Murata Manufacturing Co., Ltd.
CorpDigest
Murata Manufacturing Co., Ltd.
Annual Revenue
Last reviewed: 2025-07-15T00:00:00Z · By Swet Parvadiya
FY2024 Revenue
$11.4B
▼ 1.7% vs FY2023 ($11.6B)
Net Income: $1.3B
Murata Manufacturing Co., Ltd. reported $11.4B in revenue for fiscal year 2024. This represents a decline of 1.7% compared to the 2023 figure of $11.6B.
Murata's FY2023 revenue of $11.6 billion declined slightly to $11.4 billion in FY2024 — a mild contraction that masked a more significant structural shift occurring beneath the headline. Consumer electronics inventory corrections have been suppressing volumes since 2022. What prevented meaningful margin damage was the continued growth of automotive and AI server revenues, which carry higher average selling prices and more stable volume commitments than smartphone-driven demand. Net income of $1.28 billion on $11.4 billion in revenue implies a net margin approaching 11%, modest by semiconductor standards but consistent for a company that manufactures physical components in capital-intensive facilities rather than licensing intellectual property. The market capitalization of $64 billion at a roughly 5.6x revenue multiple reflects investor willingness to pay for the combination of supply chain irreplaceability and the automotive conversion tailwind. The OEM supply agreements that underpin Murata's revenue — typically three to five years with annual escalation clauses — provide a structural hedge against inflation and short-term demand volatility. This contract structure is unusual in the components industry, where most transactions are handled through distributors on spot pricing. Murata's ability to negotiate long-term agreements directly with major manufacturers reflects its position as a sole or dual source for several critical component specifications. Capital intensity is the constraint on returns. Manufacturing MLCCs at advanced sizes requires continuous investment in deposition equipment, sintering furnaces, and precision inspection systems. The Thai floods of 2011 — which damaged manufacturing facilities across Murata's supply chain — demonstrated the physical concentration risk inherent in the model and accelerated the company's geographic diversification of production capacity. Subsequent facility expansions in Malaysia, the Philippines, and China reduced but did not eliminate that concentration.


• What is expected:
Reproduce each record exactly, but exclude every picture.

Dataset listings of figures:
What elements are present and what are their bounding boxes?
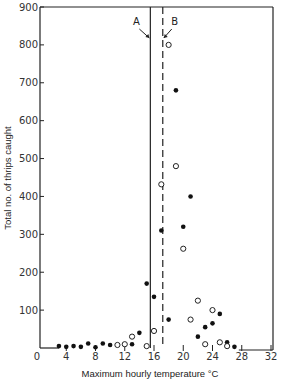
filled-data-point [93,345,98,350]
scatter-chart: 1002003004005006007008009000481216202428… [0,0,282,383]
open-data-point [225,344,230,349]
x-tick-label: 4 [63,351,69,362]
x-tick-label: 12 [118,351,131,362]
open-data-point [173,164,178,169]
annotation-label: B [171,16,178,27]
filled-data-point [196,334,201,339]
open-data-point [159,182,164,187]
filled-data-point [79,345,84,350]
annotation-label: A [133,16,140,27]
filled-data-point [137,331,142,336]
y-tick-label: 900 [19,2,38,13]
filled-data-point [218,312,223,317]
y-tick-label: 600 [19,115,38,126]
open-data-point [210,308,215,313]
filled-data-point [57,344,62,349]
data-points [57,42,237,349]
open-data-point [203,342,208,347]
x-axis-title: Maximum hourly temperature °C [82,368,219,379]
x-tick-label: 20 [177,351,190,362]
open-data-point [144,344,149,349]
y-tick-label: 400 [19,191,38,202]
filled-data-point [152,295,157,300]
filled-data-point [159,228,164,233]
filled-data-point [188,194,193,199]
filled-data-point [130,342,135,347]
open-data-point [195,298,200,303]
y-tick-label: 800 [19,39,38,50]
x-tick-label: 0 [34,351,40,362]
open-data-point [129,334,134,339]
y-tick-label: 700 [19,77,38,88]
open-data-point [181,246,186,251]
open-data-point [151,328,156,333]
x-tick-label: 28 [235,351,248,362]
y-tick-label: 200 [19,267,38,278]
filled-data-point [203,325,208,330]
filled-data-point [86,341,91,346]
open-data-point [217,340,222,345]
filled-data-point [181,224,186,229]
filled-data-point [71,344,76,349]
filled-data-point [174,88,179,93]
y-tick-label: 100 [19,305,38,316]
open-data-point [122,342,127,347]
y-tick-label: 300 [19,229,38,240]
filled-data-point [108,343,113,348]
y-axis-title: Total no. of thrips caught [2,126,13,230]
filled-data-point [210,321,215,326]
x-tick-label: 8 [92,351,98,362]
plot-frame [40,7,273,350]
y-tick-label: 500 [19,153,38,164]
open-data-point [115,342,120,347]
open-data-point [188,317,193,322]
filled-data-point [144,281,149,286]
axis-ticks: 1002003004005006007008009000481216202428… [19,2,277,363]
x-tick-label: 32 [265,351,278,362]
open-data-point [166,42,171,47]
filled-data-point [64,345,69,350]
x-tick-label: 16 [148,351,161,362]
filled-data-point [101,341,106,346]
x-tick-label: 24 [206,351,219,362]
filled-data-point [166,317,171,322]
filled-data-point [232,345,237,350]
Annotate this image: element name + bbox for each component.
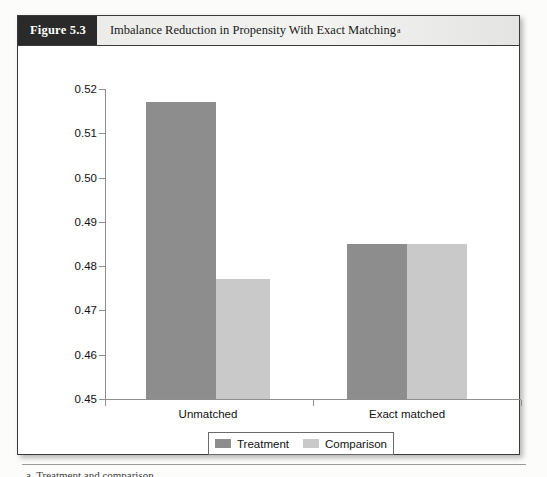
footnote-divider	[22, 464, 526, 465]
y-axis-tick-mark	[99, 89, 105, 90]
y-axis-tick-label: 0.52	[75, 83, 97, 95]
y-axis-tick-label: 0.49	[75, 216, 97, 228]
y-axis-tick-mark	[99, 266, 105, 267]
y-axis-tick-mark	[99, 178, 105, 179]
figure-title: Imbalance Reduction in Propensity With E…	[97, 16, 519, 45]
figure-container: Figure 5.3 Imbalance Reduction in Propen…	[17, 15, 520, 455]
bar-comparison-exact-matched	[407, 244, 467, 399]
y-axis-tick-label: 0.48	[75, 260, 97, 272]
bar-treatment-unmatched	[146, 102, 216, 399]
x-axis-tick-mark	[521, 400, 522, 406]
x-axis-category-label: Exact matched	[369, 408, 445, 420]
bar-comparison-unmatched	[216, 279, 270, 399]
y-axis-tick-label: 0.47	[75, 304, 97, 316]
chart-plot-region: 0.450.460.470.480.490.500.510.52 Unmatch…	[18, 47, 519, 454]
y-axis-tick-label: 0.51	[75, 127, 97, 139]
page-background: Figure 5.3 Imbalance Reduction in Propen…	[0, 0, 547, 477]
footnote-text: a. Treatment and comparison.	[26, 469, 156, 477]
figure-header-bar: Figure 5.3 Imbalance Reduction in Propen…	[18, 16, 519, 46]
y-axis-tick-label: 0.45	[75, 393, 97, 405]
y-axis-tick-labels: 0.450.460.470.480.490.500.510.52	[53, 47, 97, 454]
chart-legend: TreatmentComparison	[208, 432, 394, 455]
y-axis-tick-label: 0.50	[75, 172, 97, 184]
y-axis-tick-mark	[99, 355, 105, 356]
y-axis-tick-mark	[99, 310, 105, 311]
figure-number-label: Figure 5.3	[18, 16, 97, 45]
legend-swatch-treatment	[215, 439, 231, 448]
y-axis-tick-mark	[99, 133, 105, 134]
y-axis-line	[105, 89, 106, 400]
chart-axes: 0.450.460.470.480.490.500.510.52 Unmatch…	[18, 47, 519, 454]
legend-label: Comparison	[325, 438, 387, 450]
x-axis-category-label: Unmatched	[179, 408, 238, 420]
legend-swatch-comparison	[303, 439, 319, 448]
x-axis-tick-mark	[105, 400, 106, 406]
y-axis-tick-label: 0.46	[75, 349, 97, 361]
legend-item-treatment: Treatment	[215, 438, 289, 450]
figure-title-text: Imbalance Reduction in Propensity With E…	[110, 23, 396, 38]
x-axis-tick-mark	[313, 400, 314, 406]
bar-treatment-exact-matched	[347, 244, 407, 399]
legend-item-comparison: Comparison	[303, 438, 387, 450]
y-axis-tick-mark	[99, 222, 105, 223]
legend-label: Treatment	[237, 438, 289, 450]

• Output for this exercise:
What elements are present and what are their bounding boxes?
filled-data-point [93,345,98,350]
scatter-chart: 1002003004005006007008009000481216202428… [0,0,282,383]
open-data-point [225,344,230,349]
x-tick-label: 4 [63,351,69,362]
x-tick-label: 12 [118,351,131,362]
open-data-point [173,164,178,169]
annotation-label: B [171,16,178,27]
filled-data-point [196,334,201,339]
open-data-point [159,182,164,187]
filled-data-point [79,345,84,350]
annotation-label: A [133,16,140,27]
filled-data-point [137,331,142,336]
y-tick-label: 900 [19,2,38,13]
filled-data-point [218,312,223,317]
y-tick-label: 600 [19,115,38,126]
open-data-point [210,308,215,313]
filled-data-point [57,344,62,349]
data-points [57,42,237,349]
open-data-point [203,342,208,347]
x-axis-title: Maximum hourly temperature °C [82,368,219,379]
x-tick-label: 20 [177,351,190,362]
open-data-point [144,344,149,349]
y-tick-label: 400 [19,191,38,202]
filled-data-point [152,295,157,300]
filled-data-point [159,228,164,233]
filled-data-point [188,194,193,199]
filled-data-point [130,342,135,347]
open-data-point [195,298,200,303]
y-tick-label: 800 [19,39,38,50]
x-tick-label: 0 [34,351,40,362]
open-data-point [129,334,134,339]
y-tick-label: 700 [19,77,38,88]
open-data-point [181,246,186,251]
open-data-point [151,328,156,333]
x-tick-label: 28 [235,351,248,362]
y-tick-label: 200 [19,267,38,278]
filled-data-point [203,325,208,330]
filled-data-point [86,341,91,346]
open-data-point [217,340,222,345]
filled-data-point [181,224,186,229]
filled-data-point [71,344,76,349]
filled-data-point [174,88,179,93]
y-tick-label: 100 [19,305,38,316]
open-data-point [122,342,127,347]
y-tick-label: 300 [19,229,38,240]
filled-data-point [108,343,113,348]
y-axis-title: Total no. of thrips caught [2,126,13,230]
filled-data-point [210,321,215,326]
x-tick-label: 8 [92,351,98,362]
plot-frame [40,7,273,350]
y-tick-label: 500 [19,153,38,164]
open-data-point [115,342,120,347]
open-data-point [188,317,193,322]
filled-data-point [144,281,149,286]
axis-ticks: 1002003004005006007008009000481216202428… [19,2,277,363]
x-tick-label: 32 [265,351,278,362]
open-data-point [166,42,171,47]
filled-data-point [64,345,69,350]
x-tick-label: 16 [148,351,161,362]
filled-data-point [101,341,106,346]
x-tick-label: 24 [206,351,219,362]
filled-data-point [166,317,171,322]
filled-data-point [232,345,237,350]
Annotate this image: element name + bbox for each component.
footnote-divider	[22, 464, 526, 465]
y-axis-tick-mark	[99, 89, 105, 90]
y-axis-tick-label: 0.52	[75, 83, 97, 95]
y-axis-tick-label: 0.49	[75, 216, 97, 228]
y-axis-tick-mark	[99, 266, 105, 267]
y-axis-tick-mark	[99, 178, 105, 179]
figure-title: Imbalance Reduction in Propensity With E…	[97, 16, 519, 45]
figure-container: Figure 5.3 Imbalance Reduction in Propen…	[17, 15, 520, 455]
bar-comparison-exact-matched	[407, 244, 467, 399]
y-axis-tick-label: 0.48	[75, 260, 97, 272]
bar-treatment-unmatched	[146, 102, 216, 399]
x-axis-tick-mark	[521, 400, 522, 406]
x-axis-category-label: Exact matched	[369, 408, 445, 420]
bar-comparison-unmatched	[216, 279, 270, 399]
y-axis-tick-label: 0.47	[75, 304, 97, 316]
chart-plot-region: 0.450.460.470.480.490.500.510.52 Unmatch…	[18, 47, 519, 454]
y-axis-tick-label: 0.51	[75, 127, 97, 139]
page-background: Figure 5.3 Imbalance Reduction in Propen…	[0, 0, 547, 477]
footnote-text: a. Treatment and comparison.	[26, 469, 156, 477]
figure-header-bar: Figure 5.3 Imbalance Reduction in Propen…	[18, 16, 519, 46]
y-axis-tick-label: 0.45	[75, 393, 97, 405]
y-axis-tick-labels: 0.450.460.470.480.490.500.510.52	[53, 47, 97, 454]
chart-legend: TreatmentComparison	[208, 432, 394, 455]
y-axis-tick-label: 0.50	[75, 172, 97, 184]
y-axis-tick-mark	[99, 355, 105, 356]
y-axis-tick-mark	[99, 310, 105, 311]
figure-number-label: Figure 5.3	[18, 16, 97, 45]
legend-swatch-treatment	[215, 439, 231, 448]
y-axis-tick-mark	[99, 133, 105, 134]
y-axis-line	[105, 89, 106, 400]
chart-axes: 0.450.460.470.480.490.500.510.52 Unmatch…	[18, 47, 519, 454]
legend-label: Comparison	[325, 438, 387, 450]
x-axis-category-label: Unmatched	[179, 408, 238, 420]
legend-swatch-comparison	[303, 439, 319, 448]
x-axis-tick-mark	[105, 400, 106, 406]
y-axis-tick-label: 0.46	[75, 349, 97, 361]
legend-item-treatment: Treatment	[215, 438, 289, 450]
figure-title-text: Imbalance Reduction in Propensity With E…	[110, 23, 396, 38]
x-axis-tick-mark	[313, 400, 314, 406]
bar-treatment-exact-matched	[347, 244, 407, 399]
legend-item-comparison: Comparison	[303, 438, 387, 450]
y-axis-tick-mark	[99, 222, 105, 223]
legend-label: Treatment	[237, 438, 289, 450]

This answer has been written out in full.